Measuring Customer Engagement to Drive Value

Published on August 05, 2021/Last edited on August 05, 2021/4 min read

Measuring Customer Engagement to Drive Value
AUTHOR
Mary Kearl
Writer

There's a lot that goes into measuring customer engagement. The first step that beginning marketers must get a handle on is measuring marketing performance at the campaign level. More advanced marketers learn to track key customer engagement metrics like customer lifetime value (CLV) and retention, and eventually evolve to measuring engagement by segment. Advanced marketers have a deep understanding of both macro and micro key performance indicators (KPIs) and are able to move seamlessly between analyzing campaign and company performance levels and drilling into customer-level insights, as both are crucial to ensuring the health of any business. And it's this last step that’s essential if you want to drive customer value.

Here are the steps you can take to crawl, walk, and run your way to measuring customer engagement in a way that boosts customer outcomes.

Crawl: Gather the Customer Engagement Metrics You Need

Here's what you need to measure (and why) as you set out to drive value for your customers.

1. The full picture of channel-by-channel user engagement for all of your key marketing channels: These include messaging metrics like opens, clicks, and conversions.

What you need to know: You should have a rich understanding of all the different ways your customers are interacting with your brand across channels, so you can make smart decisions based on how things are going. You might discover, for instance, that one channel is more effective for promotional messaging, while another may be a better fit for transactional messaging.

2. Cohort retention: You should understand how your brand's daily, weekly, and monthly retention is trending over time, at the segment level and across key customer lifecycle marketing stages.

3. Customer health (value) measures: These include:

  • Ratio between Customer Acquisition Cost (CAC) and Customer Lifetime Value (CLV), over time by segment and by cohort, so that you can determine how your CAC and average revenue per user (ARPU) metrics vary by behavioral groups and time-based cohorts.
  • CAC Payback Period, over time by segment and by cohort, so that you can see how long it takes for CLV to exceed the cost to acquire any individual user, segment, or cohort. This will shed light on the profitability of segments, not just your company's profitability overall, and will help you uncover whether customer profitability increases with time.

4. Other key customer engagement metrics to track include:

  • The percentage of customers who are moving between different stages of the customer journey (i.e. the number of people who drop off between becoming an email subscriber before successfully completing a first purchase, etc.)
  • Customer "stickiness" (for instance, comparing weekly active users vs. monthly active users)
  • Upsell rate/purchase add-on rate
  • CLV by channel (web-only CLV, mobile-only CLV, mobile-and-web CLV, etc.)

You should be able to gather these KPIs from systems like your email service provider (ESP), customer engagement platform, web analytics platform, behavioral analytics tool, customer data platform (CDP), location data platform, and more.

Walk: Invest in Data Agility

Data silos and serious data latency issues not only prevent marketing tech stacks from sharing key insights and information in real time, these also prevent brands from properly testing and optimizing their efforts—and acting on what data they have available.

For measurement to become actionable and enable iteration takes data collection management and systems powered by streaming data.

Run: Optimize for High-Value Actions

High-value actions (HVAs) are user actions that are closely tied to your brand's value propositions. To drive key business outcomes, you should be able to map what the HVAs are for your brand—the critical downstream conversions that really move the needle in important areas, like customer loyalty and revenue.

If you haven't already, now is the time to identify the key actions that lead to loyalty, profit, customer acquisition, lifetime value, and other key outcomes.

These might be things like:

  • Completing a profile
  • Joining a loyalty program
  • Creating a wish list
  • Upgrading from free trial to paid

Next it's time to test your hypotheses. When users take these actions, are they more likely to have a higher level of engagement, become paying customers, or increase their loyalty?

Ultimately, the goal is to figure out which HVAs are the most effective at delivering the results you'd like to see.

Deliver Customer-Driven Engagement

Customer engagement is only ever as effective as the measurement engine operating behind the scenes. If a brand's analytics are incomplete, inconsistent, or dated, marketers can't be sure their campaigns will have the desired impact. But with the right approach to measurement, on the other hand, brands can get a clear picture of both their customer and business health. And gaining a better understanding of both is key to delivering customer-driven engagement.

Get our Beyond “Vanity Metrics”: Key Measurements for Customer Engagement guide to learn how to get a complete picture of your performance, what's driving it, and how to further optimize for engagement.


**Work required:** Copy the data that appears below exactly. Drop the pictures.

**Provided material:**
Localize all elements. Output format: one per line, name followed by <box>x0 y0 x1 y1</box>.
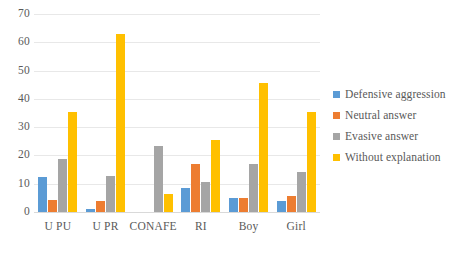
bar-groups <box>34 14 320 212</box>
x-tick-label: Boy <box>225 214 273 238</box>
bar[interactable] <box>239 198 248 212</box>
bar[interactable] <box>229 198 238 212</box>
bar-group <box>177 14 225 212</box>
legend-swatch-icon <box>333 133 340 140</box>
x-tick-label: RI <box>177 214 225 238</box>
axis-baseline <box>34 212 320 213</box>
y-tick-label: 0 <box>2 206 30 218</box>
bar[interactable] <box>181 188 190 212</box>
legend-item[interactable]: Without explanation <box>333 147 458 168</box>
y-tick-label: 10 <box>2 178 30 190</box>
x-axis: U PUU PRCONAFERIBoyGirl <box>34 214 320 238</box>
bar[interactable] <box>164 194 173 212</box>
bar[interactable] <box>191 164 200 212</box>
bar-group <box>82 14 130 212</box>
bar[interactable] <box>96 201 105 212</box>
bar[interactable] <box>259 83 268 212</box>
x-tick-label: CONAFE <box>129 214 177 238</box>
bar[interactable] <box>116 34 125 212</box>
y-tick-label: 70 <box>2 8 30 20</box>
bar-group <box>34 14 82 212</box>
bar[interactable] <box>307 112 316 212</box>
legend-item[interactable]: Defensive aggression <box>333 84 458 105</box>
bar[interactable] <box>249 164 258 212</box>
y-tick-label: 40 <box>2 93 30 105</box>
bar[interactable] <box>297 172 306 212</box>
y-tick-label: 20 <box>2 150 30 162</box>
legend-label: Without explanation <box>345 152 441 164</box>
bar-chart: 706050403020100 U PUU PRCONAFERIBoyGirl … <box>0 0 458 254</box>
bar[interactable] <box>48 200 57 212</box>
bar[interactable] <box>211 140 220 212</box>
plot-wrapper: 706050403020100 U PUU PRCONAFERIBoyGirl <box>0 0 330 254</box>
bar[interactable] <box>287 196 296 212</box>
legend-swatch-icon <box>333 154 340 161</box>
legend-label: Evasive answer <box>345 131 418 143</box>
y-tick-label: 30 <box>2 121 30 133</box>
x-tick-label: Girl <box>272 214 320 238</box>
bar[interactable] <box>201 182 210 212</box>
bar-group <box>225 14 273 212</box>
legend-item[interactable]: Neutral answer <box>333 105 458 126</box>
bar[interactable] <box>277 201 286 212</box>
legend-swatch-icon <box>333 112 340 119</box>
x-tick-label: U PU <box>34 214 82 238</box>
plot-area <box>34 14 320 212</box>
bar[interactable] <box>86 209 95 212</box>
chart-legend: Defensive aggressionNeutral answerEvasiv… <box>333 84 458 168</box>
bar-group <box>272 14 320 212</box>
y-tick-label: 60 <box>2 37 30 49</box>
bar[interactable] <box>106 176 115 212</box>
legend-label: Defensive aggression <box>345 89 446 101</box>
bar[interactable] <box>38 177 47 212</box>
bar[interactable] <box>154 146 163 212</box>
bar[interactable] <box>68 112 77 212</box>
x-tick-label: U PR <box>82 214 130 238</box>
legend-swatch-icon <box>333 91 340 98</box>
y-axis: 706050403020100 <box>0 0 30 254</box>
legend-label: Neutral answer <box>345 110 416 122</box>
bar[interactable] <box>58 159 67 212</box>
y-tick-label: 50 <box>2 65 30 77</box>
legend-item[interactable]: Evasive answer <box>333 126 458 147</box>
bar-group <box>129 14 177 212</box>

**Output of the exercise:**
Localize all elements. Output format: one per line, name followed by <box>x0 y0 x1 y1</box>.
bar-groups <box>34 14 320 212</box>
x-tick-label: Boy <box>225 214 273 238</box>
bar[interactable] <box>239 198 248 212</box>
bar[interactable] <box>229 198 238 212</box>
bar-group <box>177 14 225 212</box>
legend-swatch-icon <box>333 133 340 140</box>
x-tick-label: RI <box>177 214 225 238</box>
axis-baseline <box>34 212 320 213</box>
y-tick-label: 0 <box>2 206 30 218</box>
bar[interactable] <box>181 188 190 212</box>
legend-item[interactable]: Without explanation <box>333 147 458 168</box>
y-tick-label: 10 <box>2 178 30 190</box>
x-axis: U PUU PRCONAFERIBoyGirl <box>34 214 320 238</box>
bar[interactable] <box>164 194 173 212</box>
bar[interactable] <box>191 164 200 212</box>
bar-group <box>82 14 130 212</box>
bar[interactable] <box>96 201 105 212</box>
bar[interactable] <box>259 83 268 212</box>
x-tick-label: CONAFE <box>129 214 177 238</box>
bar[interactable] <box>116 34 125 212</box>
y-tick-label: 70 <box>2 8 30 20</box>
bar-group <box>34 14 82 212</box>
bar[interactable] <box>307 112 316 212</box>
legend-item[interactable]: Defensive aggression <box>333 84 458 105</box>
bar[interactable] <box>249 164 258 212</box>
y-tick-label: 40 <box>2 93 30 105</box>
bar[interactable] <box>297 172 306 212</box>
y-tick-label: 20 <box>2 150 30 162</box>
legend-label: Without explanation <box>345 152 441 164</box>
bar-chart: 706050403020100 U PUU PRCONAFERIBoyGirl … <box>0 0 458 254</box>
bar[interactable] <box>48 200 57 212</box>
bar[interactable] <box>211 140 220 212</box>
plot-wrapper: 706050403020100 U PUU PRCONAFERIBoyGirl <box>0 0 330 254</box>
bar[interactable] <box>287 196 296 212</box>
legend-swatch-icon <box>333 154 340 161</box>
legend-label: Evasive answer <box>345 131 418 143</box>
y-tick-label: 30 <box>2 121 30 133</box>
x-tick-label: Girl <box>272 214 320 238</box>
bar[interactable] <box>201 182 210 212</box>
bar-group <box>225 14 273 212</box>
legend-item[interactable]: Neutral answer <box>333 105 458 126</box>
bar[interactable] <box>277 201 286 212</box>
legend-swatch-icon <box>333 112 340 119</box>
x-tick-label: U PU <box>34 214 82 238</box>
plot-area <box>34 14 320 212</box>
bar[interactable] <box>86 209 95 212</box>
chart-legend: Defensive aggressionNeutral answerEvasiv… <box>333 84 458 168</box>
bar-group <box>272 14 320 212</box>
y-tick-label: 60 <box>2 37 30 49</box>
bar[interactable] <box>106 176 115 212</box>
legend-label: Defensive aggression <box>345 89 446 101</box>
bar[interactable] <box>38 177 47 212</box>
bar[interactable] <box>154 146 163 212</box>
bar[interactable] <box>68 112 77 212</box>
x-tick-label: U PR <box>82 214 130 238</box>
legend-swatch-icon <box>333 91 340 98</box>
y-axis: 706050403020100 <box>0 0 30 254</box>
legend-label: Neutral answer <box>345 110 416 122</box>
bar[interactable] <box>58 159 67 212</box>
y-tick-label: 50 <box>2 65 30 77</box>
legend-item[interactable]: Evasive answer <box>333 126 458 147</box>
bar-group <box>129 14 177 212</box>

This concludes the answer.